‘Gasland Part II’ Director Teams Up With Farmers, Nurses, Environmentalists for
Demonstration Launching Californians Against Fracking
by the Center for Biological Diversity
LOS ANGELES— Anti-fracking filmmaker Josh Fox today will join farmers, public health professionals, environmental and consumer organizations and people living near fracked wells at a Los Angeles protest urging Gov. Jerry Brown to ban fracking in California.
The protest, starting at noon at the governor’s office at 300 S. Spring Street, also launches Californians Against Fracking, a statewide coalition working to ban fracking, a dirty and inherently harmful form of oil and gas extraction that endangers California’s air, water, wildlife, climate and public health.
Carrying a banner reading “Don’t Frack the Golden State,” protestors will present Gov. Brown with more than 100,000 signatures on petitions urging a fracking ban. Fox will speak at the rally as his new fracking exposé, Gasland Part II, screens across the state.
“I’m proud to be involved with the launch of Californians Against Fracking and stand next to environmental leaders, advocates and ordinary people fighting to protect the Golden State from the dirty and dangerous processes of fracking and drilling,” said Fox. “I look forward to meeting, educating and being inspired by Californians as I travel across the state with Gasland Part II over the coming weeks. If any state can stand up to the influence that the oil and gas industry wields over our elected officials and government agencies and demand a cleaner, renewable energy future, I have hope California can.”
Californians Against Fracking has more than 100 member organizations, including Food & Water Watch; the Center for Biological Diversity; Environment California; CREDO; Democracy for America; the California Nurses Association; Breast Cancer Action; the Center on Race, Poverty and the Environment; Citizens Coalition for a Safe Community; Family Farm Defenders; and AFSCME Council 57.
In addition to the Los Angeles protest, Californians Against Fracking will deliver petitions to Governor Brown’s San Francisco office today. Through June 3, Californians Against Fracking will host the Gasland Part II Grassroots Tour across the state (for details, go to http://fwwat.ch/CAFGasland).
“Fracking pollution threatens our air and water and Gov. Brown’s legacy as an environmental leader,” said Rose Braz with the Center for Biological Diversity. “Unless we halt this dangerous practice, methane and carbon pollution from runaway fracking will also undermine California’s efforts to fight dangerous climate change.”
Fracking uses huge volumes of water mixed with industrial chemicals to blast open rock formations and release oil and gas. The controversial technique — currently unregulated and unmonitored by state officials — has been used in hundreds and perhaps thousands of California oil and gas wells.
“Californians are waking up to the fact that the industry-touted financial gains that fracking may bring to the state are limited, temporary and primarily for the industry itself, while the damage could be long lasting and potentially irreversible,” said Food & Water Watch Pacific Region Director Kristin Lynch. “No amount of regulation can change the fact that fracking and drilling jeopardizes California’s communities, natural resources and public health, and Californians across the state are speaking out for a ban.”
Fracking routinely employs numerous toxic chemicals, including methanol and trimenthylbenzene. About 25 percent of fracking chemicals could cause cancer, according to scientists, and others can harm the skin and the reproductive system.
“Big oil companies have California in their sights again,” said Dan Jacobson of Environment California. “This time, they want to unleash fracking, the hugely controversial form of drilling, from San Francisco to L.A. If we allow Big Oil to frack California, we’re facing an environmental nightmare.”
A recent Colorado School of Public Health study found that people living near fracked wells in that state were at greater risk of asthma and other respiratory problems, as well as cancer, caused by air pollutants.
“For decades, Governor Brown has followed in the footsteps of his father and helped lead the fight for clean air and water in California,” said Becky Bond, CREDO’s political director. “He has fearlessly championed clean energy, called for swift action on climate change, and fought to hold corporations accountable for polluting our state’s precious natural resources. These decades of experience make him uniquely qualified to call out the cynics who are advocating that fracked oil extraction is worth risking not only California’s clean water resources but the very climate that makes our planet livable. We’re launching Californians Against Fracking to urge Governor Brown to make the only choice that’s consistent with his and his father’s grand vision for our state — to protect our water and our planet by banning fracking in California.”
Oil companies are gearing up to frack large reservoirs of unconventional shale oil in the Monterey Shale. This formation lies beneath some of the state’s most productive farmland, critical water sources, important wildlife habitat and dozens of towns and cities from the Salinas Valley to the Los Angeles Basin.
Companies often dispose of fracking wastewater using injection wells, which can lubricate fault lines and have been linked by geologists to destructive earthquakes in places like Prague, Okla.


EXERCISE BRIEF:
Wherever a line holds the word "label", copy that line from the data.

[Records from a collection of figures]
::::::

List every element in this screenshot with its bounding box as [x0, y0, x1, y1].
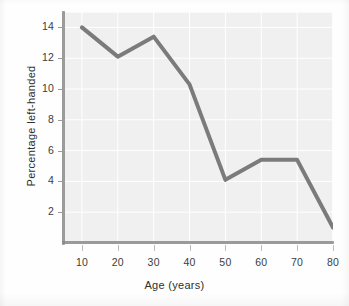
x-axis-title: Age (years): [0, 279, 349, 291]
x-tick-label: 40: [177, 256, 203, 268]
y-axis-line: [62, 11, 65, 245]
data-line-percentage-left-handed: [82, 27, 333, 227]
y-tick-label: 2: [32, 205, 54, 217]
y-tick-mark: [58, 151, 63, 152]
x-axis-line: [62, 241, 334, 244]
x-tick-label: 30: [141, 256, 167, 268]
horizontal-gridlines: [64, 27, 333, 212]
x-tick-label: 20: [105, 256, 131, 268]
y-axis-title: Percentage left-handed: [25, 46, 37, 206]
x-tick-mark: [333, 245, 334, 251]
x-tick-mark: [82, 245, 83, 251]
y-tick-mark: [58, 120, 63, 121]
x-tick-label: 10: [69, 256, 95, 268]
plot-area: [64, 12, 333, 243]
plot-canvas: [64, 12, 333, 243]
x-tick-mark: [225, 245, 226, 251]
y-tick-mark: [58, 181, 63, 182]
y-tick-mark: [58, 212, 63, 213]
x-tick-label: 50: [212, 256, 238, 268]
y-tick-mark: [58, 27, 63, 28]
y-tick-mark: [58, 89, 63, 90]
x-tick-label: 70: [284, 256, 310, 268]
x-tick-mark: [190, 245, 191, 251]
x-tick-label: 80: [320, 256, 346, 268]
x-tick-mark: [118, 245, 119, 251]
x-tick-mark: [154, 245, 155, 251]
chart-figure: 2468101214 1020304050607080 Percentage l…: [0, 0, 349, 306]
data-series-group: [82, 27, 333, 227]
x-tick-mark: [261, 245, 262, 251]
y-tick-label: 14: [32, 20, 54, 32]
y-tick-mark: [58, 58, 63, 59]
x-tick-label: 60: [248, 256, 274, 268]
x-tick-mark: [297, 245, 298, 251]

::::::

REPLY:
x-tick-label: 40: [177, 256, 203, 268]
y-tick-label: 2: [32, 205, 54, 217]
x-tick-label: 30: [141, 256, 167, 268]
x-tick-label: 20: [105, 256, 131, 268]
x-tick-label: 10: [69, 256, 95, 268]
x-tick-label: 50: [212, 256, 238, 268]
x-tick-label: 70: [284, 256, 310, 268]
x-tick-label: 80: [320, 256, 346, 268]
y-tick-label: 14: [32, 20, 54, 32]
x-tick-label: 60: [248, 256, 274, 268]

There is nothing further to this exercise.